Rose adores shoes. While food makes her "fatter" and clothes "don't look good," shoes always fit. As a single lawyer who plans trips she never takes and finds love in romance novels, she's elated when her boss, Jim, is sleeping beside her --- so much that she takes a photo for proof.

So when she gets a call to fetch her sister, Maggie (Cameron Diaz), who is passed out post-coital at her 10-year high school reunion, she's not too pleased. Taking her in after Maggie is kicked out of her house, Rose (Toni Collette) tolerates the empty Haagen-Daaz, the satin bras strewn on the couch, even the towed car. But finding Maggie knocking boots with Jim in her bed is another matter.

Incendiary insults fly.

Now banished from Rose's apartment, Maggie prowls around her father's house and discovers a cache of old letters from a mysterious maternal grandmother. Realizing her grandmother is still alive and prosperous, Maggie zips off to Miami. In this old folk's mecca, she plans to milk her grandmother for all she's worth.

Alive as ever, Ella (Shirley MacLaine) welcomes her granddaughter with open arms. Maggie proceeds to set up camp poolside, prompting a flustered resident to remark, "She's stuck a postage stamp to her bottom and called it a swimsuit."

Meanwhile, in the wake of her defunct affair, Rose decides to start a dog-walking business. En route she runs into Simon, the future love of her life.

With its zany sisters, family secrets, predictable romance and groovy soundtrack, In Her Shoes, adapted from Jennifer Weiner's novel, may sound like the recipe for the clichéd classic chick flick.

In reality, the director of L.A. Confidential delivers a sexy tale of two sisters. It's a sassy story in high heels about the search for a family's truth and the quest for forgiveness. The writer of Erin Brockovich provides a feisty script that electrifies the screen with zingers like Rose's line, "You can make money without seducing people," to which Maggie retorts, "Yea, or you'd starve to death."

The cutthroat dialogue extends into the geriatric world as well. As Ella tells Maggie, "If you don't have successful grandchildren, you're screwed."

The hilarious, however, shifts toward the serious at breakneck speed. "What's Simon like?" Maggie inquires of Rose.

"Why, do you want to screw him, too?"

Although it occasionally veers into sappiness, the film dazzles with wit and candor.
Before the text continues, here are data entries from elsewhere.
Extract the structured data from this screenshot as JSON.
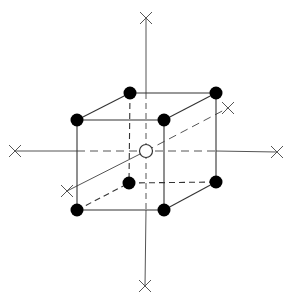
{
  "diagram": {
    "type": "crystal-unit-cell",
    "colors": {
      "background": "#ffffff",
      "line": "#333333",
      "axis": "#555555",
      "atom_filled": "#000000",
      "atom_center_fill": "#ffffff",
      "atom_center_stroke": "#333333"
    },
    "axes": [
      {
        "name": "vertical-axis",
        "from": [
          146,
          18
        ],
        "to": [
          145,
          286
        ]
      },
      {
        "name": "horizontal-axis",
        "from": [
          15,
          151
        ],
        "to": [
          277,
          152
        ]
      },
      {
        "name": "depth-axis",
        "from": [
          67,
          191
        ],
        "to": [
          228,
          108
        ]
      }
    ],
    "axis_end_markers": [
      {
        "name": "top",
        "x": 146,
        "y": 18
      },
      {
        "name": "bottom",
        "x": 145,
        "y": 286
      },
      {
        "name": "left",
        "x": 15,
        "y": 151
      },
      {
        "name": "right",
        "x": 277,
        "y": 152
      },
      {
        "name": "depth-back",
        "x": 228,
        "y": 108
      },
      {
        "name": "depth-front",
        "x": 67,
        "y": 191
      }
    ],
    "corner_atoms": [
      {
        "name": "front-top-left",
        "x": 77,
        "y": 120
      },
      {
        "name": "front-top-right",
        "x": 164,
        "y": 120
      },
      {
        "name": "back-top-left",
        "x": 130,
        "y": 93
      },
      {
        "name": "back-top-right",
        "x": 216,
        "y": 93
      },
      {
        "name": "front-bottom-left",
        "x": 77,
        "y": 210
      },
      {
        "name": "front-bottom-right",
        "x": 164,
        "y": 210
      },
      {
        "name": "back-bottom-left",
        "x": 129,
        "y": 183
      },
      {
        "name": "back-bottom-right",
        "x": 216,
        "y": 182
      }
    ],
    "center_atom": {
      "name": "body-center",
      "x": 146,
      "y": 151,
      "filled": false
    },
    "atom_count": {
      "corner": 8,
      "body_center": 1
    }
  }
}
In Her Shoes takes an honest look at the insanity of love and the crazy things people do for their families. Ella, who vowed she would never build a relationship with her granddaughter based on watching television, sips martinis and watches Sex and the City. Seething with resentment, Rose hobbles around a cocktail party in Jimmy Choos that Maggie repaired with chewing gum.

Maggie, who failed an audition as a MTV VJ, recites an e.e. cummings poem at her sister's wedding.

While Shirley MacLaine superbly presides as stubborn matriarch, Cameron Diaz excels at prancing around as Maggie, a kleptomaniac mess who leaves emotional destruction in her wake. Toni Collette, however, sparkles as the screen's hidden gem. Departing from her usual role of demented mom (think The Sixth Sense or About A Boy), she's a proverbial ugly duckling who grapples with loving both Maggie and herself.

As both sisters learn, to really accept someone, you have to walk a day in her stilettos.